Want to know who is likely to win a Nobel prize? One consistent indicator is being invited to speak at the Ada Doisy Lecture Series. Remarkably, 25% of scientists who have accepted invitations to deliver the prestigious Ada Doisy Lecture in Biochemistry have gone on to win the Nobel Prize. This year, the 2010 Doisy Lectures in Biochemistry will be held Thursday, March 18, and Friday, March 19, in the Medical Sciences Auditorium (506 South Mathews Avenue, Urbana).

Want to know who is likely to win a Nobel prize? One consistent indicator is being invited to speak at the Ada Doisy Lecture Series.

Remarkably, 25% of scientists who have accepted invitations to deliver the prestigous Ada Doisy Lecture in Biochemistry at the University of Illinois have gone on to win the Nobel Prize.

This year, the 2010 Doisy Lectures in Biochemistry, which celebrate fundamental and biomedical advancements in the RNA world, will be held on Thursday, March 18, and Friday, March 19, in the Medical Sciences Auditorium (506 South Mathews Avenue, Urbana). The Doisy lectures are sponsored by the Department of Biochemistry in the School of Molecular and Cellular Biology at the University of Illinois, Urbana-Champaign.

Thursday, March 18, at 4 p.m., the Department of Biochemistry welcomes Nobel Laureate Dr. Jack Szostak. After agreeing to speak at the Doisy lectures, Dr. Szostak was awarded the 2009 Nobel Prize in Physiology or Medicine, along with Drs. Carol Greider and Elizabeth Blackburn (herself a Doisy lecturer in 1999). Dr. Szostak, Alex Rich Distinguished Investigator at Massachusetts General Hospital at Boston, will present a lecture entitled "What Can We Learn About the Origin of Life from Efforts to Design an Artificial Cell?”

Friday, March 19, at noon, Dr. Jennifer Doudna from the Departments of Molecular and Cell Biology and Chemistry at the University of California at Berkeley, will talk on “Dicer and Beyond: Making and Using RNA for Genetic Control.”

 

Professor and Nobel Laureate Jack Szostak is the recipient of myriad honors, including, in addition to the 2009 Nobel Prize in Physiology or Medicine and the 2006 Albert Lasker Basic Medical Research Award (along with Drs. Elizabeth Blackburn and Carol Greider), the 1997 Sigrist Prize from the University of Bern, the Medal of the Genetics Society of America, the 1994 National Academy of Sciences Award in Molecular Biology, as well as the H.P. Heineken Prize in Biophysics and Biochemistry. An Investigator of the Howard Hughes Medical Institute, Professor Szostak was elected to the National Academy of Sciences in 1998, and is a Fellow of the New York Academy of Sciences, the American Academy of Arts and Sciences, and the American Association of the Advancement of Sciences.

Professor Jennifer Doudna earned her Ph.D. in 1989 under Professor Jack Szostak in Biological Chemistry and Molecular Pharmacology at Harvard Medical School. Dr. Doudna’s awards include the National Academy of Sciences Award for Initiatives in Research, the Alan T. Waterman Award from the National Science Foundation, and the Eli Lilly Award in Biological Chemistry from the American Chemical Society. Professor Doudna is an Investigator of the Howard Hughes Medical Institute, an elected Fellow of the American Association for the Advancement of Science, a Member of the American Academy of Arts and Sciences, and was elected to the National Academy of Sciences in 2003.

The Ada Doisy Memorial Lectures in Biochemistry, among the most distinguished lectureships in the chemical and biomedical sciences, were originally founded by Nobel Laureate Edward Doisy in honor of his mother. Dr. Doisy received his Bachelor's degree in 1914 and his Master's degree in 1916 from the University of Illinois; he received his Ph.D. from Harvard University in 1920. Dr. Doisy was professor and chairman of the St. Louis University Department of Biochemistry from 1924 until his retirement in 1965.

The lectures are free and open to the public.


_YOUR GOAL_: Leave out the pictures, then return the records word for word.

**** DATA SHOWN

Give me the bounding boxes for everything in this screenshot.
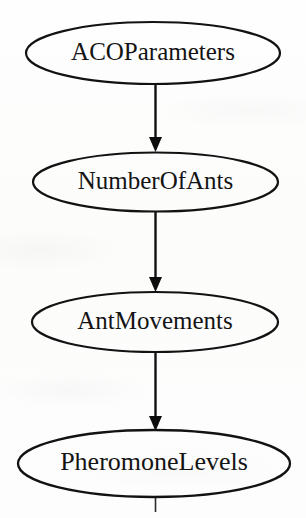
node-aco-parameters[interactable]: ACOParameters <box>26 22 280 84</box>
edge-aco-to-ants <box>149 85 162 152</box>
arrowhead-icon <box>149 416 162 431</box>
node-label: AntMovements <box>77 307 233 334</box>
node-label: ACOParameters <box>71 38 235 65</box>
node-number-of-ants[interactable]: NumberOfAnts <box>33 153 278 212</box>
node-label: PheromoneLevels <box>60 447 248 476</box>
edge-ants-to-movements <box>149 212 162 292</box>
diagram-canvas: ACOParameters NumberOfAnts AntMovements … <box>0 0 306 518</box>
node-label: NumberOfAnts <box>78 167 234 194</box>
node-pheromone-levels[interactable]: PheromoneLevels <box>18 430 290 497</box>
edge-movements-to-pheromone <box>149 352 162 431</box>
flowchart-graph: ACOParameters NumberOfAnts AntMovements … <box>0 0 306 518</box>
node-ant-movements[interactable]: AntMovements <box>32 292 278 352</box>
arrowhead-icon <box>149 277 162 292</box>
arrowhead-icon <box>149 137 162 152</box>
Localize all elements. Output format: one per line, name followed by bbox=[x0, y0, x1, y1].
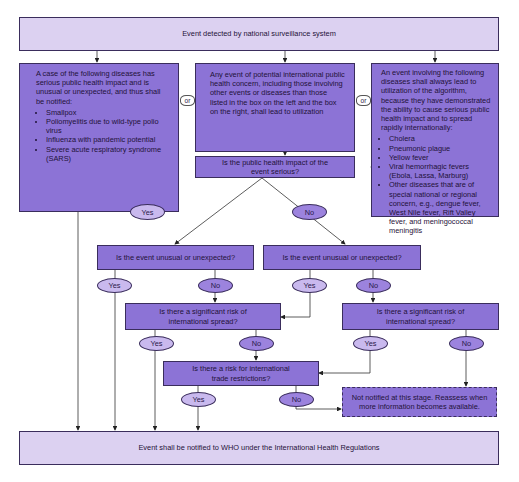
question-text: Is the public health impact of the event… bbox=[216, 158, 334, 176]
notify-who-box: Event shall be notified to WHO under the… bbox=[19, 431, 499, 465]
answer-yes: Yes bbox=[353, 336, 388, 351]
or-connector-right: or bbox=[356, 95, 371, 106]
list-item: Cholera bbox=[389, 134, 492, 143]
question-text: Is there a significant risk of internati… bbox=[373, 307, 468, 325]
question-spread-left: Is there a significant risk of internati… bbox=[125, 303, 281, 330]
question-unusual-left: Is the event unusual or unexpected? bbox=[97, 245, 254, 270]
answer-no: No bbox=[239, 336, 274, 351]
question-unusual-right: Is the event unusual or unexpected? bbox=[263, 245, 421, 270]
answer-yes: Yes bbox=[130, 204, 165, 220]
always-utilize-box: An event involving the following disease… bbox=[371, 63, 499, 217]
answer-yes: Yes bbox=[97, 278, 132, 293]
answer-yes: Yes bbox=[181, 392, 216, 407]
question-text: Is there a significant risk of internati… bbox=[156, 307, 250, 325]
detection-text: Event detected by national surveillance … bbox=[182, 29, 336, 38]
question-text: Is the event unusual or unexpected? bbox=[282, 253, 401, 262]
not-notified-box: Not notified at this stage. Reassess whe… bbox=[342, 387, 497, 417]
list-item: Viral hemorrhagic fevers (Ebola, Lassa, … bbox=[389, 162, 492, 180]
always-utilize-list: Cholera Pneumonic plague Yellow fever Vi… bbox=[381, 134, 492, 235]
question-text: Is there a risk for international trade … bbox=[192, 364, 290, 382]
or-connector-left: or bbox=[180, 95, 195, 106]
question-text: Is the event unusual or unexpected? bbox=[116, 253, 235, 262]
always-utilize-intro: An event involving the following disease… bbox=[381, 68, 492, 132]
answer-no: No bbox=[198, 278, 233, 293]
notifiable-intro: A case of the following diseases has ser… bbox=[36, 69, 170, 106]
question-trade-restrictions: Is there a risk for international trade … bbox=[163, 361, 319, 386]
answer-no: No bbox=[292, 204, 327, 220]
list-item: Other diseases that are of special natio… bbox=[389, 180, 492, 235]
list-item: Influenza with pandemic potential bbox=[46, 135, 170, 144]
notify-who-text: Event shall be notified to WHO under the… bbox=[138, 443, 379, 452]
notifiable-diseases-box: A case of the following diseases has ser… bbox=[19, 63, 179, 212]
answer-no: No bbox=[356, 278, 391, 293]
potential-concern-text: Any event of potential international pub… bbox=[210, 70, 345, 116]
not-notified-text: Not notified at this stage. Reassess whe… bbox=[351, 393, 488, 411]
list-item: Pneumonic plague bbox=[389, 144, 492, 153]
notifiable-list: Smallpox Poliomyelitis due to wild-type … bbox=[36, 108, 170, 163]
detection-box: Event detected by national surveillance … bbox=[19, 17, 499, 51]
list-item: Smallpox bbox=[46, 108, 170, 117]
question-serious-impact: Is the public health impact of the event… bbox=[195, 156, 355, 178]
list-item: Severe acute respiratory syndrome (SARS) bbox=[46, 145, 170, 163]
question-spread-right: Is there a significant risk of internati… bbox=[342, 303, 499, 330]
answer-yes: Yes bbox=[292, 278, 327, 293]
list-item: Yellow fever bbox=[389, 153, 492, 162]
answer-no: No bbox=[279, 392, 314, 407]
answer-yes: Yes bbox=[139, 336, 174, 351]
answer-no: No bbox=[449, 336, 484, 351]
potential-concern-box: Any event of potential international pub… bbox=[195, 63, 355, 152]
list-item: Poliomyelitis due to wild-type polio vir… bbox=[46, 117, 170, 135]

********

_RESPONSE_:
Give me the bounding boxes for everything in this screenshot.
node-aco-parameters[interactable]: ACOParameters <box>26 22 280 84</box>
edge-aco-to-ants <box>149 85 162 152</box>
arrowhead-icon <box>149 416 162 431</box>
node-label: AntMovements <box>77 307 233 334</box>
node-label: ACOParameters <box>71 38 235 65</box>
node-number-of-ants[interactable]: NumberOfAnts <box>33 153 278 212</box>
node-label: PheromoneLevels <box>60 447 248 476</box>
edge-ants-to-movements <box>149 212 162 292</box>
diagram-canvas: ACOParameters NumberOfAnts AntMovements … <box>0 0 306 518</box>
node-label: NumberOfAnts <box>78 167 234 194</box>
node-pheromone-levels[interactable]: PheromoneLevels <box>18 430 290 497</box>
edge-movements-to-pheromone <box>149 352 162 431</box>
flowchart-graph: ACOParameters NumberOfAnts AntMovements … <box>0 0 306 518</box>
node-ant-movements[interactable]: AntMovements <box>32 292 278 352</box>
arrowhead-icon <box>149 277 162 292</box>
arrowhead-icon <box>149 137 162 152</box>
Localize all elements. Output format: one per line, name followed by bbox=[x0, y0, x1, y1].
question-text: Is the public health impact of the event… bbox=[216, 158, 334, 176]
notify-who-box: Event shall be notified to WHO under the… bbox=[19, 431, 499, 465]
answer-yes: Yes bbox=[353, 336, 388, 351]
or-connector-right: or bbox=[356, 95, 371, 106]
list-item: Cholera bbox=[389, 134, 492, 143]
question-text: Is there a significant risk of internati… bbox=[373, 307, 468, 325]
question-spread-left: Is there a significant risk of internati… bbox=[125, 303, 281, 330]
question-unusual-left: Is the event unusual or unexpected? bbox=[97, 245, 254, 270]
answer-no: No bbox=[239, 336, 274, 351]
question-unusual-right: Is the event unusual or unexpected? bbox=[263, 245, 421, 270]
answer-yes: Yes bbox=[130, 204, 165, 220]
always-utilize-box: An event involving the following disease… bbox=[371, 63, 499, 217]
answer-yes: Yes bbox=[97, 278, 132, 293]
answer-yes: Yes bbox=[181, 392, 216, 407]
question-text: Is there a significant risk of internati… bbox=[156, 307, 250, 325]
detection-text: Event detected by national surveillance … bbox=[182, 29, 336, 38]
question-text: Is the event unusual or unexpected? bbox=[282, 253, 401, 262]
not-notified-box: Not notified at this stage. Reassess whe… bbox=[342, 387, 497, 417]
list-item: Viral hemorrhagic fevers (Ebola, Lassa, … bbox=[389, 162, 492, 180]
always-utilize-list: Cholera Pneumonic plague Yellow fever Vi… bbox=[381, 134, 492, 235]
question-text: Is there a risk for international trade … bbox=[192, 364, 290, 382]
or-connector-left: or bbox=[180, 95, 195, 106]
question-text: Is the event unusual or unexpected? bbox=[116, 253, 235, 262]
always-utilize-intro: An event involving the following disease… bbox=[381, 68, 492, 132]
answer-no: No bbox=[198, 278, 233, 293]
notifiable-intro: A case of the following diseases has ser… bbox=[36, 69, 170, 106]
question-trade-restrictions: Is there a risk for international trade … bbox=[163, 361, 319, 386]
answer-no: No bbox=[292, 204, 327, 220]
list-item: Other diseases that are of special natio… bbox=[389, 180, 492, 235]
list-item: Influenza with pandemic potential bbox=[46, 135, 170, 144]
notify-who-text: Event shall be notified to WHO under the… bbox=[138, 443, 379, 452]
notifiable-diseases-box: A case of the following diseases has ser… bbox=[19, 63, 179, 212]
answer-no: No bbox=[356, 278, 391, 293]
potential-concern-text: Any event of potential international pub… bbox=[210, 70, 345, 116]
not-notified-text: Not notified at this stage. Reassess whe… bbox=[351, 393, 488, 411]
list-item: Pneumonic plague bbox=[389, 144, 492, 153]
notifiable-list: Smallpox Poliomyelitis due to wild-type … bbox=[36, 108, 170, 163]
detection-box: Event detected by national surveillance … bbox=[19, 17, 499, 51]
list-item: Smallpox bbox=[46, 108, 170, 117]
question-serious-impact: Is the public health impact of the event… bbox=[195, 156, 355, 178]
list-item: Severe acute respiratory syndrome (SARS) bbox=[46, 145, 170, 163]
question-spread-right: Is there a significant risk of internati… bbox=[342, 303, 499, 330]
answer-yes: Yes bbox=[292, 278, 327, 293]
list-item: Yellow fever bbox=[389, 153, 492, 162]
answer-no: No bbox=[279, 392, 314, 407]
answer-yes: Yes bbox=[139, 336, 174, 351]
answer-no: No bbox=[449, 336, 484, 351]
potential-concern-box: Any event of potential international pub… bbox=[195, 63, 355, 152]
list-item: Poliomyelitis due to wild-type polio vir… bbox=[46, 117, 170, 135]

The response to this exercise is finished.